EQUISETUM HYEMALE Medicine


EQUISETUM HYEMALE symptoms of the homeopathy remedy from Plain Talks on Materia Medica with Comparisons by W.I. Pierce. What EQUISETUM HYEMALE can be used for? Indications and personality of EQUISETUM HYEMALE…


      SCOURING RUSH–SCRUBBING RUSH–WINTER HORSETAIL. (Equisetum–equis, a horse set, a hair, a bristle. Hiemal, belonging to winter.).

Introduction

      Equisetum belongs to the series Cryptogamia, or flowerless plants. The cuticle of the Equiseta abounds in silica, on which account the stems of some species are used for polishing wood or metal.
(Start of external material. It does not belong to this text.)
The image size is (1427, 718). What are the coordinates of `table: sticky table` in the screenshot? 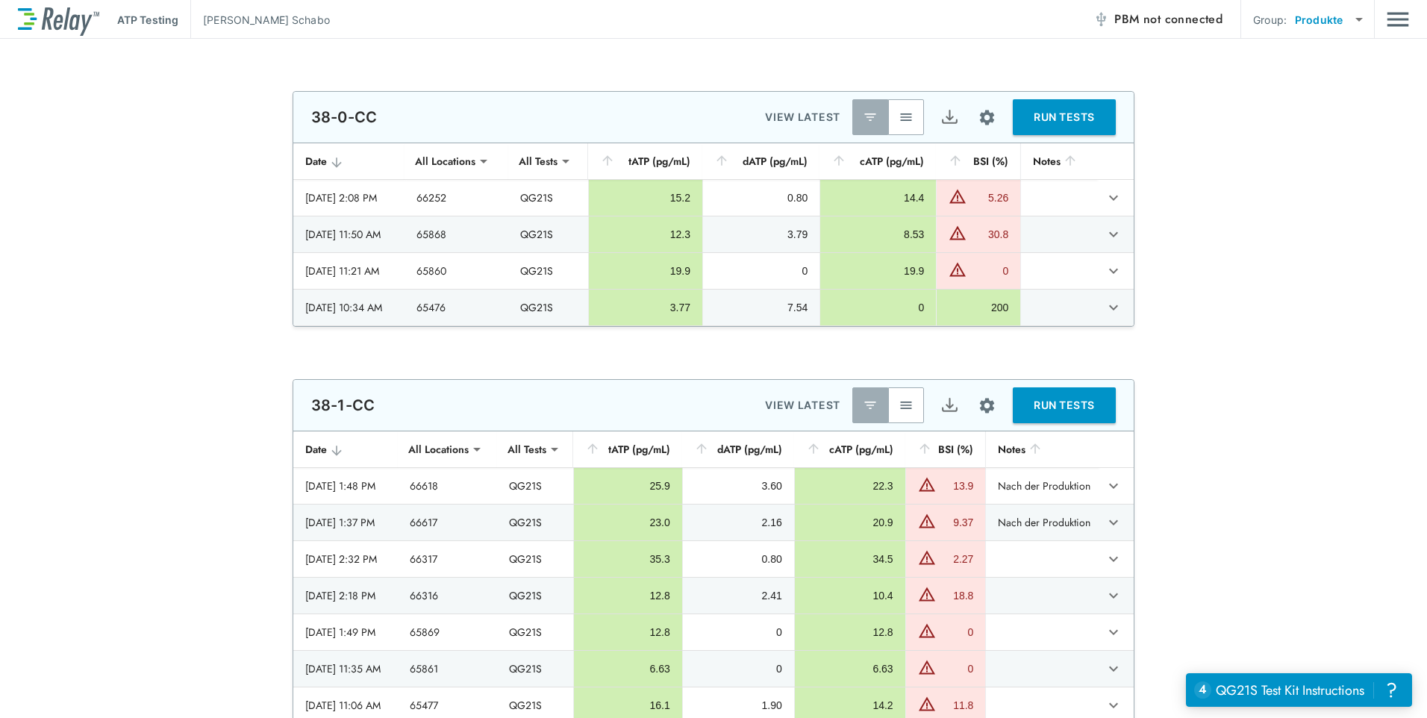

The scouring rush is best suited to this purpose and it was formerly “gathered into bundles by many housewives and used to brighten tins, floors and wooden-ware” (Millspaugh).

The first proving of Equisetum was made by Dr. Hugh M. Smith for his thesis when he graduated from the New York Homoeopathic College in 1876, he taking the 30th, 3d, and tincture, the latter is 50-drop doses.

Symptoms

      The most prominent effects of Equisetum are noticed on the urinary tract, especially on the bladder.

There is pain in the bladder as from distention, with constant desire to urinate, but only a small amount is passed, which seems to aggravate rather than relieve the pain. It is useful in cystitis, with tenderness over the region of the bladder, as from distention, and it is especially to be thought of in women, the urine containing perhaps blood as well as mucus. It is of value in dysuria during pregnancy and after confinement, and in either sex in dysuria, with extreme and frequent urging, and pain (194) worse just after micturition (197).

Equisetum is to be thought of in weakness of the bladder (21), with dribbling, in insane people who will not attend to the bladder, and incontinence of urine in old men (199). It is very useful in nocturnal enuresis of children (198), especially “when there is no tangible cause, except habit” (Hering).

I use Equisetum in the tincture.

Willard Ide Pierce
Willard Ide Pierce, author of Plain Talks on Materia Medica (1911) and Repertory of Cough, Better and Worse (1907). Dr. Willard Ide Pierce was a Director and Professor of Clinical Medicine at Kent's post-graduate school in Philadelphia.